Media Theatres: or, Why Mean Girls the Musical Is a Movie
Audiences are changing and it’s going to be a continued challenge for live performing arts, including theatre, dance, music and more. But there are some encouraging signs and things that artists and companies can do.
In 2012, I wrote an academic article titled, “Theatre Is Media.” (You can read a copy here or in the Essays section of this site.) There, I observed that theatrical performances circulate outside theatre buildings themselves. That is, we encounter theatrical performances in all kinds of ways before we actually sit in a darkened auditorium. These encounters include online advertisements, digital recordings (both those officially published and bootleg copies), and sometimes through the social media feeds of theatrical creators themselves. (Isn’t TikTok just big theatre kid energy?) The international musical theatre hit, Hamilton, demonstrated how effective a deliberate online strategy could be when it launched an informal series of performances outside its Broadway theatre under the hashtag #Ham4Ham.
During the COVID-19 pandemic, this attention to the digital transmissions of live entertainment exploded as digital performances became the only way to view theatre for months on end. Established theatres aired their archived recordings, often for free, and intrepid performers created new works specifically for digital platforms, including podcasts, streaming shows, and new work such as Joshua William Gelb’s delightful shows for Theatre in Quarantine. Even as the worst conditions of the pandemic faded, some predicted that we would encounter a new theatrical environment in which both live and digital performances co-existed and re-enforced each other in the theatrical landscape. I was one of them, but now I’m not so sure.
As theatres reopened, audiences flocked and there were many expressions of “how great it is to be together again.” And it was, until it wasn’t. Since the days of heady emergence, live audiences receded, though unevenly. After experiencing a brief dip, Broadway theatres have started to recover though attendance is lower than its historic peaks. But many other theatres suffered. American Theatre magazine declared a “theatre in crisis,” largely among non-profit theatres. The Public in New York suspended its Under the Radar Festival, though it has returned under different producers.

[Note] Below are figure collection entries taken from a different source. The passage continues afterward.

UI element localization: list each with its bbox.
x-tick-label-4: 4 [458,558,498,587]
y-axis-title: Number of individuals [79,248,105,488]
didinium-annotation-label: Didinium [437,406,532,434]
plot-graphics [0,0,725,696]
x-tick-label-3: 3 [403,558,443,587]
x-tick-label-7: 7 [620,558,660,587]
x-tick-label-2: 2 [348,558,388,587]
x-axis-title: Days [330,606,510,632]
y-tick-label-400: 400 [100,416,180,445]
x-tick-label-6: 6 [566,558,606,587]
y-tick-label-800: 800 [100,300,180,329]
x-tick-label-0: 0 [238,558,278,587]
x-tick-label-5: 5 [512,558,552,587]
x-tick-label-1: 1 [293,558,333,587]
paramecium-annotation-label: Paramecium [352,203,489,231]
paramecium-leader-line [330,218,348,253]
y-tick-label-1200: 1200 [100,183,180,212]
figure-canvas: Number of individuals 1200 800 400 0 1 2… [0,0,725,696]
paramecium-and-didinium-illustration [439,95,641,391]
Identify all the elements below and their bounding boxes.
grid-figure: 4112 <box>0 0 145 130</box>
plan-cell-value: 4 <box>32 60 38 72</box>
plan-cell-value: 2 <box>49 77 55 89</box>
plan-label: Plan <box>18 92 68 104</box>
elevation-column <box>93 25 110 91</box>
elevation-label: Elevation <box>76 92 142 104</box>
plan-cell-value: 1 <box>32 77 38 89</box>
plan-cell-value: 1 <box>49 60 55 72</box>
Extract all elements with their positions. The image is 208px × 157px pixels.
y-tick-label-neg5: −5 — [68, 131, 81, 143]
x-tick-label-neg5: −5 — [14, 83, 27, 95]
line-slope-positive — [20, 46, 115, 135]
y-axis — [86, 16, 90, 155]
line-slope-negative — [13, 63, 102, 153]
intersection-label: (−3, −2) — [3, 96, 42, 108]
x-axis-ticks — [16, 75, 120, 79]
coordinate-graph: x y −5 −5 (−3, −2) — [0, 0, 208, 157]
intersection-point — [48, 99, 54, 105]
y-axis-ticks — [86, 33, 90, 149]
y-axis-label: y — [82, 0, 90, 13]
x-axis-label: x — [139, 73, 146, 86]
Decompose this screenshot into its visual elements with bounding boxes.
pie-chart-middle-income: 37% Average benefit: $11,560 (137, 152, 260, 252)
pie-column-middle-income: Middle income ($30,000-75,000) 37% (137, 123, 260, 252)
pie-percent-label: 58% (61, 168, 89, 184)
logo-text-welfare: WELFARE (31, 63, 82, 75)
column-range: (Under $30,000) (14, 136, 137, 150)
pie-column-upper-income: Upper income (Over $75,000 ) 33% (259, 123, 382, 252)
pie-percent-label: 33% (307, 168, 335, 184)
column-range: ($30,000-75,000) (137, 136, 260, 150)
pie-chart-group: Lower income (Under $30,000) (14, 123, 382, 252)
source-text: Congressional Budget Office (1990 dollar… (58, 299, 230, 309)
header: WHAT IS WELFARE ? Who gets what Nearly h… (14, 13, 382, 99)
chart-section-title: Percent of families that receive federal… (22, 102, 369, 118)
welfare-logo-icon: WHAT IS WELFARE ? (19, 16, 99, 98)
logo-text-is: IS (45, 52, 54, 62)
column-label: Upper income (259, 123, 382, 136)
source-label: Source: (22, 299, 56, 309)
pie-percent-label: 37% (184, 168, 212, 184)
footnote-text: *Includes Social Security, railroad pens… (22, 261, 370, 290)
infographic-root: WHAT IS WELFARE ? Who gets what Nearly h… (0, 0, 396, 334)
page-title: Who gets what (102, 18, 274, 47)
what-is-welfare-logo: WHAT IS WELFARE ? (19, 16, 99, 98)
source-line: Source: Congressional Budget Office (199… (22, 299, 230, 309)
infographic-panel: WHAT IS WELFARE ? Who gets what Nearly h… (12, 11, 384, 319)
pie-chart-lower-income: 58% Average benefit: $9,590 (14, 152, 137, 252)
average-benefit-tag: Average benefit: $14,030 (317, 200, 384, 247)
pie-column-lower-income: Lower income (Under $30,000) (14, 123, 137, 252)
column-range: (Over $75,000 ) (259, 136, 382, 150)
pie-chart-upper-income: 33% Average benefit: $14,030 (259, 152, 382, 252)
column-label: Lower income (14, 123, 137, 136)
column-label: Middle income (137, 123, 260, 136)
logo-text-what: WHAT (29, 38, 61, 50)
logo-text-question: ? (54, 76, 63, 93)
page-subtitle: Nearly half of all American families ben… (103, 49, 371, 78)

In Toronto, live performances have seen a significant dip in audiences, including theatre and dance, as well as live music venues. Some touring performances have done well. The latest collaboration from Crystal Pite and Jonathan Young’s Assembly Hall (which I loved!) sold out Canadian Stage, even though the acclaimed dance company Pina Bausch’s Tanztheater Wuppertal’s Rites of Spring with an *amazing* pan-African company performed for only one show in Meridian Hall. Some smaller theatres have had to cancel shows. There have been a lot of discounted tickets floating around, including for iconic performances such as Paul Gross’s King Lear at Stratford earlier this year.
What happened?
I’ll be writing a series of reflections here and elsewhere on the current circumstances, most especially in Toronto, where I live and see the most theatre, as well as in the United States and Europe (places where I have lived formerly and also like to see theatre).
The biggest thing I see is that live performance has not kept pace with the changing media landscape and is not well positioned to attend to the needs and demands of contemporary audiences who increasingly work, live and entertain themselves online. As Brian Herrera has written in his excellent Theatre Clique newsletter (subscribe!), theatregoing has become a challenging ordeal, particularly amid conditions that have changed since the pandemic. Seeing live performance costs: time, energy and money. (This is especially true if you’re trying to go east-west in downtown Toronto, where a significant number of the City’s theatres are located.)
I’ll add one small addition to Brian’s litany of the difficulties for theatre: the contemporary conditioning for audiences. If you think about it, streaming and other online digital content has taught audiences the following entertainment model:
Digital entertainment is high volume, low cost, and the more you watch the more you see things you like.
This is true for subscription streaming services, such as Netflix, as well as for social media video platforms, such as Instagram Reels and TikTok. Programmed to adjust and suggest new content based on past viewing and expressed preferences (both explicit ratings and the amount of time a viewer spends watching content), over time, a viewer will be presented with options for entertainment viewing that are well aligned with their personal preferences. And there is an almost infinite amount of material to choose from, all at a relatively low cost in terms of money, effort expended, attention, and time.
The model for theatre is the opposite:
Live entertainment is low volume, high cost, and the more you see, the less likely you are to see things you like.
Seeing a lot of live shows involves seeing a lot of different kinds of performances, different styles, techniques, performers, and of course, quality. One of the joys of attending live performances is that you don’t know what you’re going to see and therefore you also don’t know if you’re going to like it. Of course, one sees a lot of duds in that approach, but the joyful encounters with seeing something truly new is delightful.
Unfortunately, that’s not how new audiences are being taught to find and enjoy new performances. Through the prevalence of algorithms, we mostly see things we already like, which accounts for why we see so many “new” shows is using familiar material, such as the film-musical-movie musical, Mean Girls. This will prove a challenge for all kinds of live performance until the sector can figure out how to engage with data, algorithms, and new digital audiences. More on that in future writing to come.